Dungeoncrawling goes a little like this.
You descend into the stale crypt. The light of your torch reveals a room about yay big. On the north wall a passageway leads deeper into the gloom, and-
Pause. That right there.
Forget all that theoretical stuff from before. Role-playing games are about choices. Good rpgs are about informed choices with interesting outcomes. One of the first things you do when your players enter a new room is describe the general layout and mention any passages leading from it. Sometimes even before describing what’s in the room. To orient them, but also for a deeper reason.
The doors let players know upfront what their choices are.
The one thing that’ll stall out a rpg every time is when the players don’t know what’s next. They don’t know what they can do next, so they don’t know what to do next. In a dungeoncrawl, where the point is to move through it, to see what lies deeper in, when the players don’t know their options towards that goal (the next door/passageway), they look at you expectantly.
The most important choice the players will make in any given room is where to go from there. How will they progress the story.
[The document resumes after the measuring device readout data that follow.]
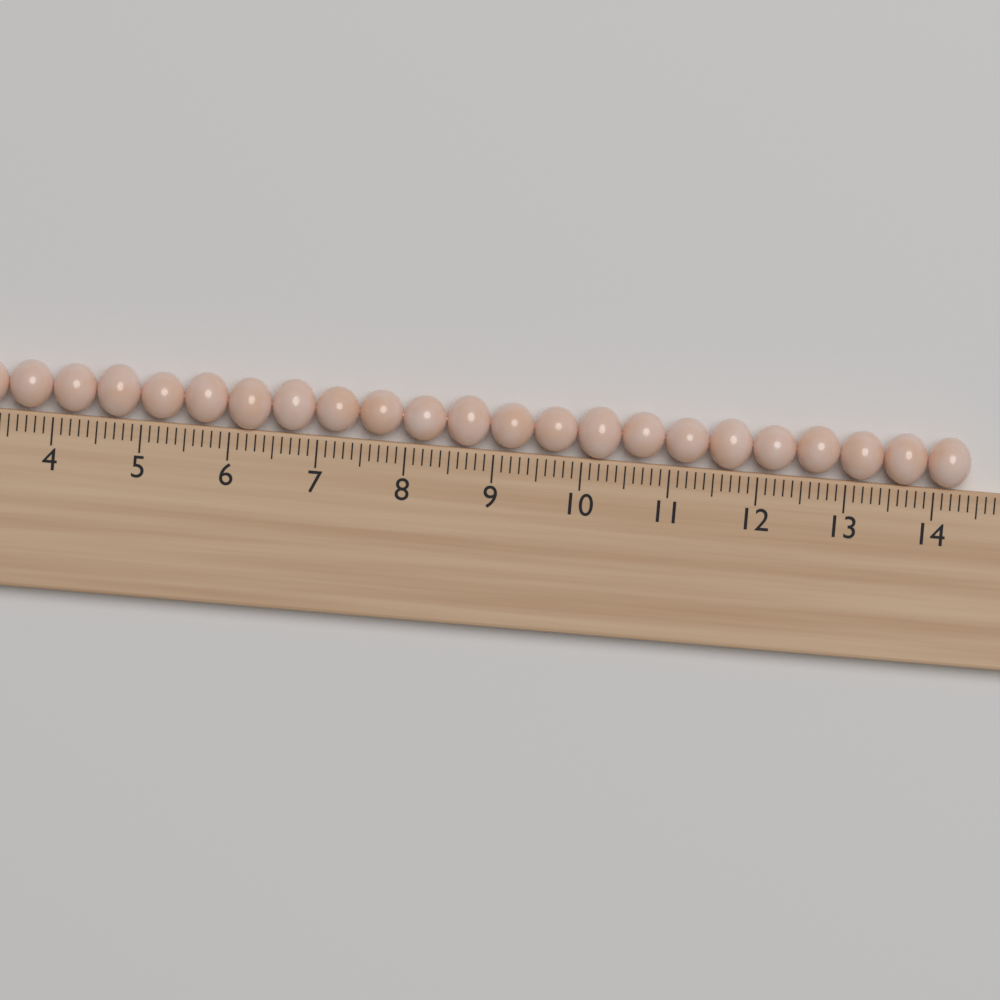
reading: 14.4 cm
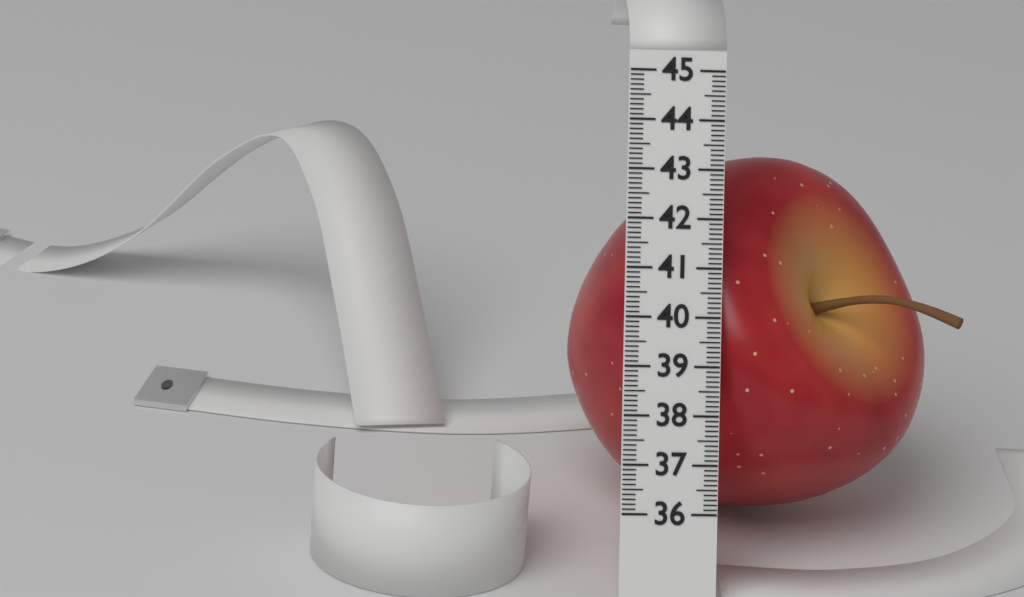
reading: 43.4 (no unit)
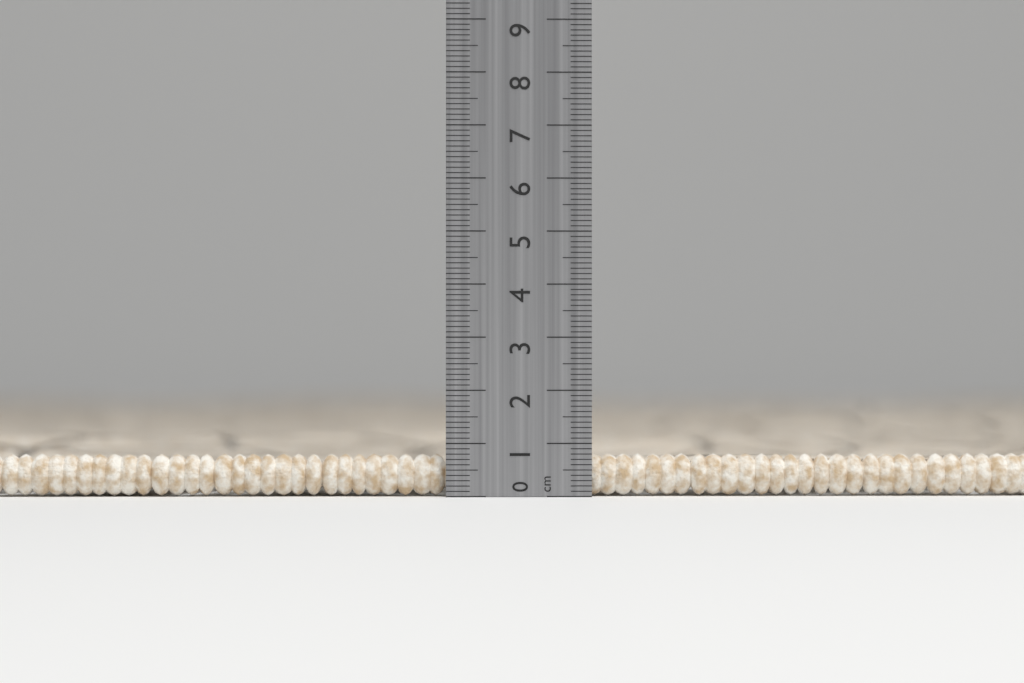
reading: 0.8 cm
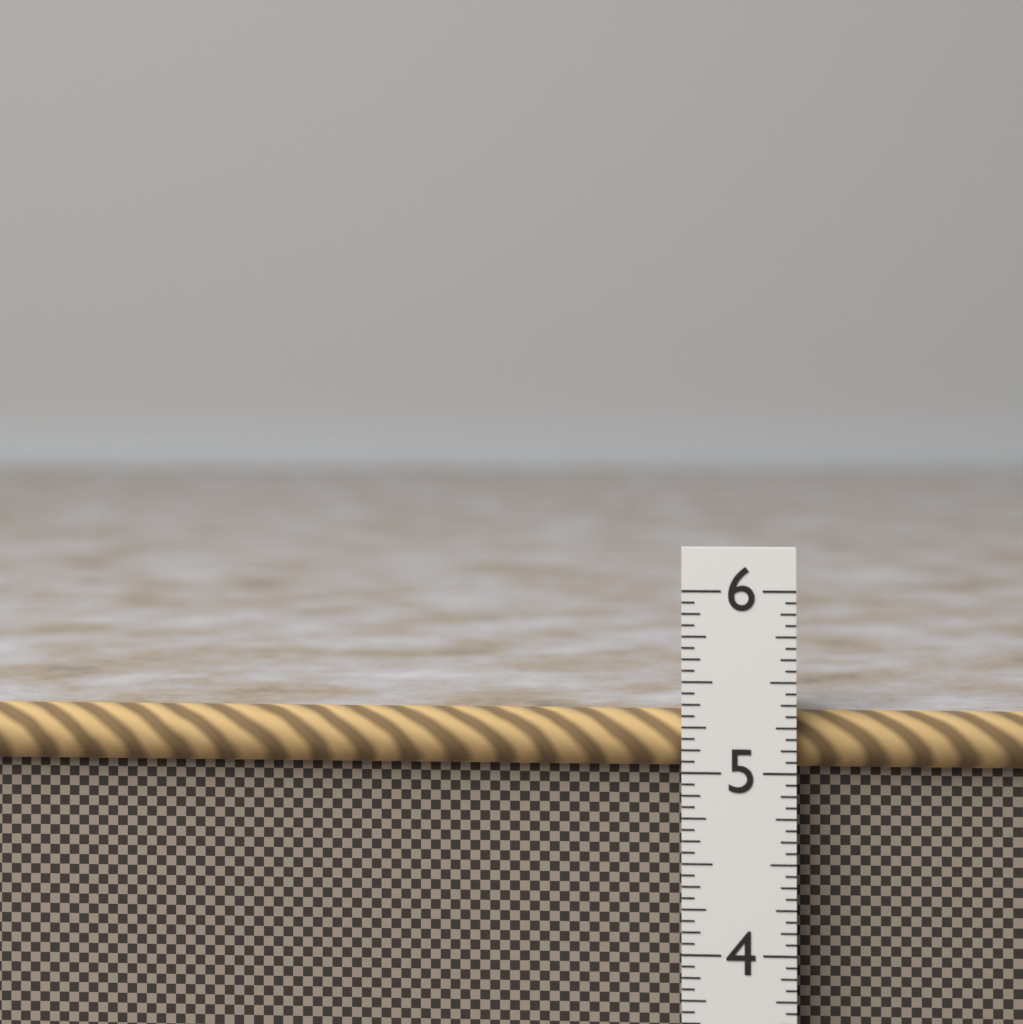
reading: 5.3125 in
What’s in the room is important, yes. Most interesting, definitely. But most important? Nah. Unless you’re in the final room or something. And ignoring for now the obvious case where what you do in the room affects your options of where to go next.
So the first rule of terrain-crawling: Every ‘room’ must have a ‘door.’
You’re gonna hate quotation marks by the end of this.
I’m not going to spend much time right now defining ‘room’ beyond it being the space between two or more doors. The fact that it should be full of interesting things (traps, encounters, loot, lore) is normal dungeon stuff. We’ll also skim over the spatial construction of a room for now, because the doors are more important. Just picture any outdoor scene to follow along in your head.
The doors do two things. One, they make the players go, ‘Oh, I wonder what lies beyond that threshold.’ And most importantly two, they mark decision points for what the players do next. Even if the decision is obvious.
The door says, even if there’s nothing happening in this room, no random encounters were rolled, the room was picked clean, nothing interesting to observe up close, the players have a thing to do next. After you finish the room description, without prompting them they know to say, okay nothing to do here, we walk through the next door to see what’s on the other side.
Obviously, this can’t (usually) be a physical door. So what the heck do I mean?
Tell me you're not dying to see what lies beyond the bend. TELL ME.
“The stone-lined path curves gently back and forth before you, until in the distance, the path disappears around a sharp bend.”
“You push deeper into the suffocating jungle, swatting at bugs and tripping over brush, but a hundred feet in front of you, a thick tangle of vines obscures what lies ahead. To your left, the jungle vegetation continues on top of a moss-covered crag.”
“The sound of running water accompanies you as you make your way beneath the foliage, until suddenly in a sunny clearing up ahead you spot a bridge spanning a stream. A separate path continues past the bridge in the direction you’re going.”
~
Could you pick out some potential doors? I hope so, but remember I’m making this all up as I go :)
The biggest fear in trying to run the outdoors like a dungeon is imagining it going something like ‘ok you move forward through some trees and find more trees what do you do? Oh, you keep moving forward through the trees? Well, ok… now there’s more trees and a fallen tree isn’t that interesting? Oh, you want to keep going straight until you find something interesting…’ And suddenly it’s a pointcrawl.
Set up ‘doors’ and describe them, break your wilderness into tangible decision points for players to latch onto, even if it’s a decision as simple as ‘there’s a single door on the north wall the path disappears around a bend, what do you do? Make the players wonder, ‘what lies beyond/over there?’ Then the players can make the choice, Ok, I want to step through the ‘door.’